For a long time I was shaken. The protesting voices were calming down, and the departure of the knight in full armour and the funny little man didn’t seem to arouse comment. I don’t think it probable that they left astride a broomstick. I slept very little, constantly repeating ‘Del mondo i disinganni’ to myself, and trying to unravel the mysterious meaning of that nocturnal visit. Had I been present at the meeting of a dead man and a living one, or at an evening’s outing for two defuncts? And if the two knew nothing about me, how had they ever found my apartment? And if, in the end, I was obliged to think of them as the product of my unconscious, as a hallucination, why hadn’t my unconscious given birth to characters of greater significance in my life?

Then I reflected that there was in me a link between the two personalities. In meeting Marcello, I had hoped to rival his glory, to follow in his footsteps. Sharing Astorre’s famine rations, thirty years later, I thanked the good Lord for having saved me from the dangers his life had brought him, even though I have got myself into even more humiliating scrapes. The two men were the opposite ends of an arc, of my personal, secret parabola. And they continued to be unaware of the person for whom, objectively, they had more vividly existed. We don’t always manage to live for those who want us to.
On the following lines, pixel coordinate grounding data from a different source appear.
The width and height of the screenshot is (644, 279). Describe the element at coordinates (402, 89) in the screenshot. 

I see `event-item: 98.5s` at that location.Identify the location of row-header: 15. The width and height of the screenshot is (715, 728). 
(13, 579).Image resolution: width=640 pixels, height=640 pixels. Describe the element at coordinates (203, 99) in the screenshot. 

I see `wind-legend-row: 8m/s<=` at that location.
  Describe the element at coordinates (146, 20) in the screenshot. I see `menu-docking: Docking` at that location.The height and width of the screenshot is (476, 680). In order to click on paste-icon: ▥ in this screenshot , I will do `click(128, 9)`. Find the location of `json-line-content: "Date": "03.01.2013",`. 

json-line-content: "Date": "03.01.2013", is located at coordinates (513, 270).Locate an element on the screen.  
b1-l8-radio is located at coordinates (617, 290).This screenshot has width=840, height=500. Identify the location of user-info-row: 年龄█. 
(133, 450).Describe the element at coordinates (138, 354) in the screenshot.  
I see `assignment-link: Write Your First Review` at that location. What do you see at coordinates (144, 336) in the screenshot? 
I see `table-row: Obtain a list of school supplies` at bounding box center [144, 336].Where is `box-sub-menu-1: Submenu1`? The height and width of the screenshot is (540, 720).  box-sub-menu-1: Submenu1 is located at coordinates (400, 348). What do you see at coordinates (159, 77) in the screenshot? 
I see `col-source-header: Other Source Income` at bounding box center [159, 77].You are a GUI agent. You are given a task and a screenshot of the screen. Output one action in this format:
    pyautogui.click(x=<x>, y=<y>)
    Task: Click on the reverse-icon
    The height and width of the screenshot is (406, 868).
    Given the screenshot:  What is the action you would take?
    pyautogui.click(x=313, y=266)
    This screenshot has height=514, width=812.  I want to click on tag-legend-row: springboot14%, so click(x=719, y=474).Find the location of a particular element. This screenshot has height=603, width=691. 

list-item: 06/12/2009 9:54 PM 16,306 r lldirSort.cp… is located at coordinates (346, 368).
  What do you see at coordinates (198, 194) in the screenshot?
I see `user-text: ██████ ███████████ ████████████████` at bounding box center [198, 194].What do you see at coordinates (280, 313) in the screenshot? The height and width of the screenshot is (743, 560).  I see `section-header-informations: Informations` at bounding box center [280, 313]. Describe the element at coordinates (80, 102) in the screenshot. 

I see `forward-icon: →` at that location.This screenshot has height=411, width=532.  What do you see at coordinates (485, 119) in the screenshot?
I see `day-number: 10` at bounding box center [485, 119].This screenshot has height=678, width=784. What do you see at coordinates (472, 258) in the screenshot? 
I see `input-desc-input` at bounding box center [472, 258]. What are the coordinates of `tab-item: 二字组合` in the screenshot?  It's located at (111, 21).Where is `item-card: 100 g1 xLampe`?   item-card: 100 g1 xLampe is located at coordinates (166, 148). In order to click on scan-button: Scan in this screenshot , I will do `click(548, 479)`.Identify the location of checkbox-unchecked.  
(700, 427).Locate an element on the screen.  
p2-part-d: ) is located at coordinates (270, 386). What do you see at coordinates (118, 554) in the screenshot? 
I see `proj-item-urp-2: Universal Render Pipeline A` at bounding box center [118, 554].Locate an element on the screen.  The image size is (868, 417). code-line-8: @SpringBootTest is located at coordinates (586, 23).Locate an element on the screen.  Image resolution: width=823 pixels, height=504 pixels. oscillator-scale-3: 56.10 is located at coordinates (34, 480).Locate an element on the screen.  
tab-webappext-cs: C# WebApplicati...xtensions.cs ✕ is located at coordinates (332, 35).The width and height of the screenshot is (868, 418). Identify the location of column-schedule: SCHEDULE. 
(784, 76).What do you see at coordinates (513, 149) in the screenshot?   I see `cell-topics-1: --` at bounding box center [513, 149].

When I got up I telephoned my neighbour on the floor above to apologise. He answered flatly that he hadn’t heard any noise in the night. Later, the home help who came to sweep my room, when closely questioned, conceded that she had found a feather between the wall and the piano.

‘A little chicken’s or pigeon’s feather,’ she said. She was definite. ‘Not an ostrich feather. The wind must have blown it away.’